The Pound Euro exchange rate (GBP EUR) is 1.1413. The Pound Dollar exchange rate (GBP USD) is 1.5436. The Pound Australian Dollar exchange rate (GBP AUD) is 1.5735.
The flight to quality, which began in the early part of this trading week, continued at pace during yesterday’s session in the markets, as global investors continued to shift out of higher-yielding assets, perceived to be riskier bets and into safe havens.
This drop-off in appetite for risk was evidenced by movements in major global stock indices. London’s FTSE 100 index registered its largest daily fall since November 2008, just after the demise of leading investment bank Lehman Brothers, to close down by 4.7%. In total £64bn was wiped off the FTSE’s value. Frankfurt’s Dax index and Paris’s Cac 40 suffered even larger percentage losses on the session.
The global asset sell-off caused a move into safe-haven assets by institutional investors during yesterday’s session, causing demand for US treasury bills to rise to levels not seen since the 1940’s, causing the GBP USD exchange rate to dip to 1.5327, its lowest level in over 12 months, on the day.
The sharp drop in risk appetite was caused by fears that the global economy is sliding inexorably towards a double dip recession. These concerns have been fuelled by a series of growth downgrades by global central banks and institutions including the IMF over the past ten days. The markets were already in a febrile state before these downgrades, due to worries over the potential effects that contagion from the Eurozone’s sovereign debt crisis might have on the global commercial banking sector.
Sentiment rapidly deteriorated in the last 48 hours as economic data releases appeared to re-enforce investors’ fears that a global slowdown is on its way.
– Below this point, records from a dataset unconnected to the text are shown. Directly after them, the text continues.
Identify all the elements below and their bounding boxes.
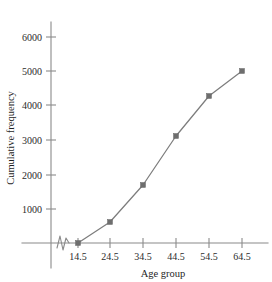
y-axis-title: Cumulative frequency <box>5 90 16 184</box>
y-tick-label-4000: 4000 <box>22 100 42 111</box>
y-tick-label-6000: 6000 <box>22 32 42 43</box>
data-point-54-5 <box>207 94 212 99</box>
data-point-44-5 <box>174 134 179 139</box>
y-tick-label-5000: 5000 <box>22 66 42 77</box>
cumulative-frequency-line <box>78 71 242 243</box>
data-point-markers <box>76 69 245 246</box>
x-tick-label-24-5: 24.5 <box>101 251 119 262</box>
chart-plot-area: 6000 5000 4000 3000 2000 1000 14.5 24.5 … <box>0 0 272 282</box>
x-axis-tick-labels: 14.5 24.5 34.5 44.5 54.5 64.5 <box>69 251 251 262</box>
data-point-24-5 <box>108 220 113 225</box>
x-tick-label-44-5: 44.5 <box>167 251 185 262</box>
y-tick-label-2000: 2000 <box>22 170 42 181</box>
y-tick-label-3000: 3000 <box>22 135 42 146</box>
x-tick-label-54-5: 54.5 <box>200 251 218 262</box>
cumulative-frequency-chart: 6000 5000 4000 3000 2000 1000 14.5 24.5 … <box>0 0 272 282</box>
data-point-14-5 <box>76 241 81 246</box>
data-point-64-5 <box>240 69 245 74</box>
data-point-34-5 <box>141 183 146 188</box>
x-axis-title: Age group <box>141 268 186 279</box>
x-tick-label-64-5: 64.5 <box>233 251 251 262</box>
x-tick-label-14-5: 14.5 <box>69 251 87 262</box>
x-tick-label-34-5: 34.5 <box>134 251 152 262</box>
y-tick-label-1000: 1000 <box>22 204 42 215</box>
y-axis-tick-labels: 6000 5000 4000 3000 2000 1000 <box>22 32 42 215</box>
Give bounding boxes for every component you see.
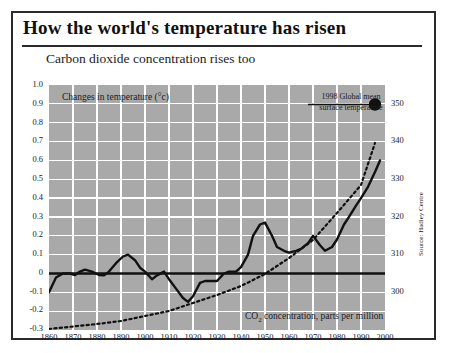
chart-canvas [49,85,385,330]
y-tick-label: -0.2 [17,304,43,314]
y-tick-label: 0.9 [17,98,43,108]
y2-tick-label: 340 [391,135,417,145]
y-tick-label: 0.6 [17,154,43,164]
y-tick-label: 1.0 [17,79,43,89]
co2-label-prefix: CO [245,311,258,321]
source-attribution: Source: Hadley Centre [417,192,425,256]
y2-tick-label: 320 [391,211,417,221]
co2-series-label: CO2 concentration, parts per million [245,311,383,324]
x-tick-label: 2000 [370,332,400,342]
y2-tick-label: 300 [391,286,417,296]
y2-tick-label: 350 [391,98,417,108]
y-tick-label: 0.7 [17,135,43,145]
gridlines [49,85,385,330]
chart-subtitle: Carbon dioxide concentration rises too [46,51,376,67]
temperature-series-label: Changes in temperature (°c) [62,92,169,102]
y-tick-label: 0.2 [17,229,43,239]
callout-1998-line2: surface temperature [319,103,382,112]
chart-figure: How the world's temperature has risen Ca… [11,11,436,340]
callout-1998-line1: 1998 Global mean [321,92,380,101]
plot-area [49,85,385,330]
y-tick-label: 0.4 [17,192,43,202]
y2-tick-label: 330 [391,173,417,183]
title-divider [22,45,422,47]
callout-1998-label: 1998 Global mean surface temperature [310,91,392,113]
y-tick-label: 0.1 [17,248,43,258]
y-tick-label: 0 [17,267,43,277]
y-tick-label: 0.5 [17,173,43,183]
temperature-series [49,160,380,302]
y-tick-label: 0.3 [17,211,43,221]
page-title: How the world's temperature has risen [23,17,423,39]
co2-label-suffix: concentration, parts per million [262,311,384,321]
y-tick-label: -0.1 [17,286,43,296]
y-tick-label: 0.8 [17,117,43,127]
y2-tick-label: 310 [391,248,417,258]
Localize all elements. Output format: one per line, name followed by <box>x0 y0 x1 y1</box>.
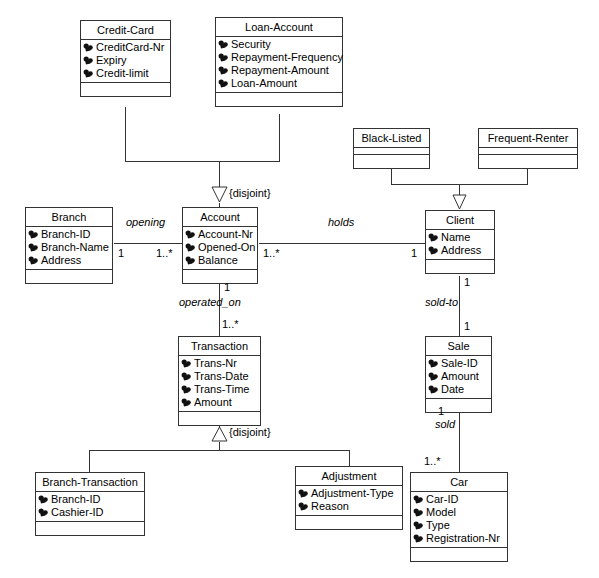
attribute-row: Cashier-ID <box>38 506 142 519</box>
private-attribute-icon <box>28 243 39 253</box>
attribute-label: Amount <box>441 370 479 382</box>
class-operations-loan-account <box>216 93 342 106</box>
attribute-label: Address <box>41 254 81 266</box>
class-box-adjustment[interactable]: Adjustment Adjustment-Type Reason <box>295 466 403 530</box>
private-attribute-icon <box>181 385 192 395</box>
attribute-label: Cashier-ID <box>51 506 104 518</box>
private-attribute-icon <box>298 502 309 512</box>
attribute-row: Loan-Amount <box>218 77 340 90</box>
attribute-label: Amount <box>194 396 232 408</box>
uml-class-diagram: Credit-Card CreditCard-Nr Expiry Credit-… <box>0 0 599 578</box>
attribute-label: CreditCard-Nr <box>96 41 164 53</box>
class-operations-transaction <box>179 412 260 425</box>
class-attributes-branch-transaction: Branch-ID Cashier-ID <box>36 492 144 522</box>
class-attributes-account: Account-Nr Opened-On Balance <box>183 227 257 270</box>
attribute-label: Repayment-Frequency <box>231 51 343 63</box>
private-attribute-icon <box>428 385 439 395</box>
class-name-frequent-renter: Frequent-Renter <box>479 129 577 148</box>
class-attributes-credit-card: CreditCard-Nr Expiry Credit-limit <box>81 40 170 83</box>
multiplicity-client-holds: 1 <box>411 247 417 259</box>
generalization-triangle-client <box>453 195 466 209</box>
attribute-row: Repayment-Frequency <box>218 51 340 64</box>
class-box-transaction[interactable]: Transaction Trans-Nr Trans-Date Trans-Ti… <box>178 336 261 426</box>
class-attributes-car: Car-ID Model Type Registration-Nr <box>411 492 507 548</box>
attribute-row: Balance <box>185 254 255 267</box>
class-box-car[interactable]: Car Car-ID Model Type Registration-Nr <box>410 472 508 562</box>
attribute-row: Amount <box>181 396 258 409</box>
private-attribute-icon <box>28 230 39 240</box>
class-attributes-adjustment: Adjustment-Type Reason <box>296 486 402 516</box>
class-box-branch[interactable]: Branch Branch-ID Branch-Name Address <box>25 207 113 284</box>
attribute-row: Name <box>428 231 492 244</box>
class-name-loan-account: Loan-Account <box>216 18 342 37</box>
private-attribute-icon <box>181 372 192 382</box>
association-label-sold-to: sold-to <box>425 296 458 308</box>
attribute-label: Car-ID <box>426 493 458 505</box>
attribute-label: Account-Nr <box>198 228 253 240</box>
attribute-label: Branch-ID <box>41 228 91 240</box>
class-name-black-listed: Black-Listed <box>354 129 429 148</box>
private-attribute-icon <box>83 43 94 53</box>
attribute-label: Model <box>426 506 456 518</box>
private-attribute-icon <box>298 489 309 499</box>
private-attribute-icon <box>413 495 424 505</box>
attribute-label: Name <box>441 231 470 243</box>
association-label-sold: sold <box>435 418 455 430</box>
attribute-label: Branch-Name <box>41 241 109 253</box>
class-box-credit-card[interactable]: Credit-Card CreditCard-Nr Expiry Credit-… <box>80 20 171 97</box>
constraint-label-disjoint-transaction: {disjoint} <box>229 426 271 438</box>
private-attribute-icon <box>218 40 229 50</box>
attribute-label: Sale-ID <box>441 357 478 369</box>
class-operations-car <box>411 548 507 561</box>
class-attributes-black-listed <box>354 148 429 155</box>
class-operations-account <box>183 270 257 283</box>
class-box-frequent-renter[interactable]: Frequent-Renter <box>478 128 578 169</box>
class-name-adjustment: Adjustment <box>296 467 402 486</box>
multiplicity-transaction-operated-on: 1..* <box>222 318 239 330</box>
attribute-row: Branch-ID <box>28 228 110 241</box>
private-attribute-icon <box>428 246 439 256</box>
multiplicity-account-opening: 1..* <box>156 247 173 259</box>
class-box-account[interactable]: Account Account-Nr Opened-On Balance <box>182 207 258 284</box>
attribute-row: Branch-Name <box>28 241 110 254</box>
class-box-loan-account[interactable]: Loan-Account Security Repayment-Frequenc… <box>215 17 343 107</box>
attribute-label: Balance <box>198 254 238 266</box>
attribute-label: Branch-ID <box>51 493 101 505</box>
attribute-row: Trans-Date <box>181 370 258 383</box>
attribute-row: Opened-On <box>185 241 255 254</box>
multiplicity-sale-sold: 1 <box>438 405 444 417</box>
class-box-branch-transaction[interactable]: Branch-Transaction Branch-ID Cashier-ID <box>35 472 145 536</box>
gen-line-loan-account <box>220 114 280 162</box>
attribute-row: Expiry <box>83 54 168 67</box>
attribute-row: Branch-ID <box>38 493 142 506</box>
private-attribute-icon <box>218 53 229 63</box>
generalization-triangle-transaction <box>212 427 227 441</box>
class-attributes-frequent-renter <box>479 148 577 155</box>
class-box-client[interactable]: Client Name Address <box>425 210 495 274</box>
attribute-row: Car-ID <box>413 493 505 506</box>
constraint-label-disjoint-account: {disjoint} <box>229 187 271 199</box>
association-label-opening: opening <box>126 216 165 228</box>
class-box-black-listed[interactable]: Black-Listed <box>353 128 430 169</box>
private-attribute-icon <box>185 256 196 266</box>
class-operations-black-listed <box>354 155 429 168</box>
attribute-row: Address <box>28 254 110 267</box>
attribute-row: Registration-Nr <box>413 532 505 545</box>
private-attribute-icon <box>185 230 196 240</box>
class-name-branch-transaction: Branch-Transaction <box>36 473 144 492</box>
class-name-account: Account <box>183 208 257 227</box>
class-attributes-sale: Sale-ID Amount Date <box>426 356 491 399</box>
attribute-label: Trans-Nr <box>194 357 237 369</box>
attribute-row: CreditCard-Nr <box>83 41 168 54</box>
attribute-label: Opened-On <box>198 241 255 253</box>
private-attribute-icon <box>413 534 424 544</box>
class-box-sale[interactable]: Sale Sale-ID Amount Date <box>425 336 492 413</box>
attribute-label: Security <box>231 38 271 50</box>
attribute-row: Trans-Nr <box>181 357 258 370</box>
attribute-label: Trans-Time <box>194 383 249 395</box>
attribute-row: Sale-ID <box>428 357 489 370</box>
private-attribute-icon <box>218 66 229 76</box>
class-operations-client <box>426 260 494 273</box>
attribute-label: Date <box>441 383 464 395</box>
association-label-holds: holds <box>328 216 354 228</box>
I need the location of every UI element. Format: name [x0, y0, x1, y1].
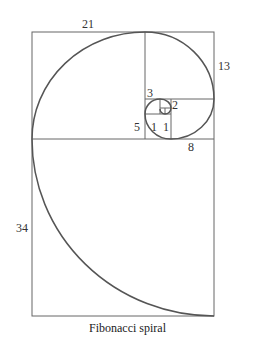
outer-rect [32, 32, 214, 316]
label-1b: 1 [163, 121, 169, 133]
label-21: 21 [82, 18, 94, 30]
spiral-curve [32, 32, 214, 316]
caption: Fibonacci spiral [0, 321, 255, 336]
label-8: 8 [188, 141, 194, 153]
label-1a: 1 [151, 121, 157, 133]
label-3: 3 [147, 87, 153, 99]
fibonacci-diagram [0, 0, 255, 345]
label-2: 2 [172, 99, 178, 111]
label-5: 5 [134, 121, 140, 133]
label-34: 34 [16, 222, 28, 234]
label-13: 13 [218, 60, 230, 72]
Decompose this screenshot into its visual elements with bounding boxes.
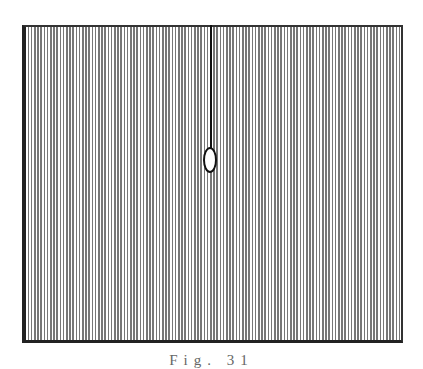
figure-caption: Fig. 31: [0, 352, 423, 369]
hatched-frame: [22, 25, 403, 343]
pendulum-bob: [203, 147, 217, 173]
pendulum-rod: [210, 25, 212, 149]
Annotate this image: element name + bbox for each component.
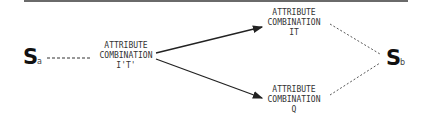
node-line: COMBINATION <box>96 51 156 61</box>
end-symbol: S <box>386 46 401 70</box>
end-subscript: b <box>400 58 405 67</box>
start-symbol: S <box>23 45 38 69</box>
end-state: S <box>386 48 401 69</box>
node-line: ATTRIBUTE <box>264 8 324 18</box>
start-state: S <box>23 47 38 68</box>
node-attribute-combination-it: ATTRIBUTE COMBINATION IT <box>264 8 324 38</box>
node-attribute-combination-q: ATTRIBUTE COMBINATION Q <box>264 85 324 115</box>
start-subscript: a <box>37 57 42 66</box>
diagram-edges <box>0 0 425 127</box>
edge-itprime-to-q <box>156 59 262 98</box>
edge-itprime-to-it <box>156 27 262 53</box>
node-line: COMBINATION <box>264 95 324 105</box>
node-line: I'T' <box>96 61 156 71</box>
node-line: ATTRIBUTE <box>264 85 324 95</box>
edge-it-to-sb <box>330 24 380 54</box>
node-attribute-combination-itprime: ATTRIBUTE COMBINATION I'T' <box>96 41 156 71</box>
node-line: Q <box>264 105 324 115</box>
edge-q-to-sb <box>330 63 380 95</box>
node-line: COMBINATION <box>264 18 324 28</box>
node-line: ATTRIBUTE <box>96 41 156 51</box>
node-line: IT <box>264 28 324 38</box>
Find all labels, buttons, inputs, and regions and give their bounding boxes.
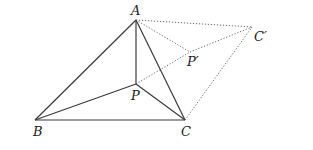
- segment-AB: [35, 20, 136, 120]
- segment-AC: [136, 20, 185, 120]
- solid-lines: [35, 20, 185, 120]
- label-P-prime: P′: [186, 54, 199, 69]
- segment-BP: [35, 84, 136, 120]
- segment-PP-prime: [136, 52, 190, 84]
- geometry-diagram: A B C P P′ C′: [0, 0, 313, 150]
- segment-AC-prime: [136, 20, 252, 27]
- label-C: C: [181, 124, 191, 139]
- dotted-lines: [136, 20, 252, 120]
- point-labels: A B C P P′ C′: [32, 3, 267, 139]
- label-B: B: [32, 124, 43, 139]
- label-C-prime: C′: [254, 29, 267, 44]
- label-A: A: [130, 3, 140, 18]
- segment-CP: [136, 84, 185, 120]
- label-P: P: [130, 88, 140, 103]
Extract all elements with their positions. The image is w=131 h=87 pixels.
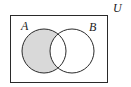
venn-diagram: A B U — [0, 0, 131, 87]
label-a: A — [20, 19, 29, 33]
label-u: U — [113, 1, 123, 15]
label-b: B — [89, 20, 97, 34]
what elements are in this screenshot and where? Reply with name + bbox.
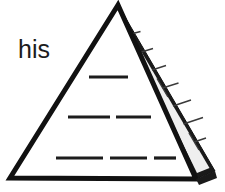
word-label: his [18,35,50,63]
pyramid-figure: his [0,0,225,192]
drawing-canvas: his [0,0,225,192]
Yesterday’s Markit PMI survey showed that Eurozone economic activity contracted for the first time since 2009 last month, suggesting that Europe’s tentative recovery is over. Other data showed that Eurozone factory output shrank for the second month in succession in August and that business activity in Germany, traditionally the Eurozone’s powerhouse economy, showed its lowest level of growth since 2009. Weak Chinese economic data releases last night added to investors‘ perception that the global economic picture is deteriorating.
Comments by policy-makers over the past 24-hours have exacerbated the prevailing mood of gloom, with the President of the World Bank, Robert Zoellick, asserting that the world’s economy was in a ’danger zone’. The head of the IMF, Christine Lagarde, echoed this sentiment, stating that the world was in a ‘dangerous place‘.
The evaporation of appetite for risk saw market-participants turn against the higher-yielding currencies, with the GBP AUD, GBP NZD and GBP ZAR rates all showing pronounced gains - the GBP AUD rate has now convincingly rejected its near-term low of 1.4987 to touch 1.5825 overnight. More gains are likely for these pairs later today if UK and European stock markets follow the lead of Asian markets last night and give up further ground.
For other live currency exchange rates and a currency converter see the currency news website.
Like this piece? Please share with your friends and colleagues:
International Money Transfer? Ask our resident FX expert a money transfer question or try John's new, free, no-obligation personal service! ,where he helps every step of the way,
ensuring you get the best exchange rates on your currency requirements.